Eventually we're led to a viewing platform where we're invited to peer down into the silo. The missile lies just underneath the glass, all 103 feet of it. The head of the beast is right there, the warhead with its cone-shaped heat shield and re-entry vehicle topping the missile itself, the thing we've all ventured out here to see. Snuffy explains that the missile was rendered inoperable in 1986, its fuel removed and holes cut into essential parts. Still, it's an imposing sight.

We're led down a metal staircase into the depths of the missile silo, which reaches 146 feet underground. The walls of the surreal underground walkway don't touch the floor and everything inside is spring-mounted, giving the underground maze enough "wiggle room" to protect it from anything except a direct hit. Once we've crowded into the missile control center, Snuffy tells us about life in the silo and about the now-antiquated computers. The room is dark and dingy, with the green-gray color of the walls adding to the eerie atmosphere.

After we're told that missiles like this one were used "only to stop wars, never to start," and the mantra "peace through deterrence" is repeated several times, it's time to prove our dedication to peace by performing a simulated missile launch. Snuffy selects a member of the tour group – not me, unfortunately – to sit at the control panel. He walks us through the steps of a missile launch, imitates the ringing of a telephone, barks commands, and pretends to punch secret codes into the computers, until finally the old woman sitting at the control panel gets the go-ahead to turn the key.

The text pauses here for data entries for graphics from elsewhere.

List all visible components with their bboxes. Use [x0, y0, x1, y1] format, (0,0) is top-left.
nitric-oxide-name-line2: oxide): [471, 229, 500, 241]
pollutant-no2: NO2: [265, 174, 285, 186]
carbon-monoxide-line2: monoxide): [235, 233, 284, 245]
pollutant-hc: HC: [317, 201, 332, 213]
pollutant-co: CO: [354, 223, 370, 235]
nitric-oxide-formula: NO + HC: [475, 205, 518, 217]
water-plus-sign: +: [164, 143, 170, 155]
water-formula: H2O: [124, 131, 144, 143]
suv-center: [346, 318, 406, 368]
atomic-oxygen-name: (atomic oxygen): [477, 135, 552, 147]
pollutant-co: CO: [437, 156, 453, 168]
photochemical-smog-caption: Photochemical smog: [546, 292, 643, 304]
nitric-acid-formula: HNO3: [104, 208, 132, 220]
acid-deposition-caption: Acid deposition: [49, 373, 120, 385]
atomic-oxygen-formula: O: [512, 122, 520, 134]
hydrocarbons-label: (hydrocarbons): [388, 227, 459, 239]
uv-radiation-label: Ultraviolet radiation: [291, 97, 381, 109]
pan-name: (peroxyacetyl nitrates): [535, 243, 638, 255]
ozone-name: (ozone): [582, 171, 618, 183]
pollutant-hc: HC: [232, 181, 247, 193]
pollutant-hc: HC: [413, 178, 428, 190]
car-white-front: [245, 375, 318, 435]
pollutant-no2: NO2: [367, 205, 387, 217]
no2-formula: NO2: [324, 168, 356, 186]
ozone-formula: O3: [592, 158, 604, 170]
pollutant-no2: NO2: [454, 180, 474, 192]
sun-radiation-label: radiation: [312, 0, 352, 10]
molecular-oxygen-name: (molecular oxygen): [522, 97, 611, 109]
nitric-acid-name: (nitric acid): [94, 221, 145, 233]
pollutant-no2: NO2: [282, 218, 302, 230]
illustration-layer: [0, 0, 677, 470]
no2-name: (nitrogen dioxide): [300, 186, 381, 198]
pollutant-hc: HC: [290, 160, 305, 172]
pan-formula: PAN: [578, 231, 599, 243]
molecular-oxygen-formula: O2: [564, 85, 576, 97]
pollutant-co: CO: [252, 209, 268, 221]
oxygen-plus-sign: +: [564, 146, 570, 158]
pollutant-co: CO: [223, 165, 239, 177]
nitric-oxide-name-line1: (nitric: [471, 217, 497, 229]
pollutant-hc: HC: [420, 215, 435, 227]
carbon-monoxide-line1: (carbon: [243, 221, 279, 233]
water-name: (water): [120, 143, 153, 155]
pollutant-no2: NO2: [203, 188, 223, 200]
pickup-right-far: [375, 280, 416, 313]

"Well, now we just shot off a missile," Snuffy says.

Next we walk back up the stairs to the top-side part of the museum, pausing along the way to look at the missile through Plexiglas windows. Once we're above ground, Snuffy congratulates us on passing the "official Missile Museum fitness test" and bids us farewell. "If you like us, talk about us. If you don't, just keep your mouth shut."

As I re-enter the building I find myself in the museum gift shop, which is stocked with T-shirts, souvenir cookbooks and teddy bears emblazoned with the Missile Museum logo. Before I leave, a treasure in the corner of a display case that I didn't notice before catches my eye. It's an autographed portrait of LeVar Burton as Lt. Commander Geordi La Forge from the movie "Star Trek: First Contact," a portion of which was shot on location at the museum. The picture makes me laugh for the first time in what has thus far been a fairly somber day, and is the perfect sci-fi ending to a perfectly strange day at the Titan Missile Museum.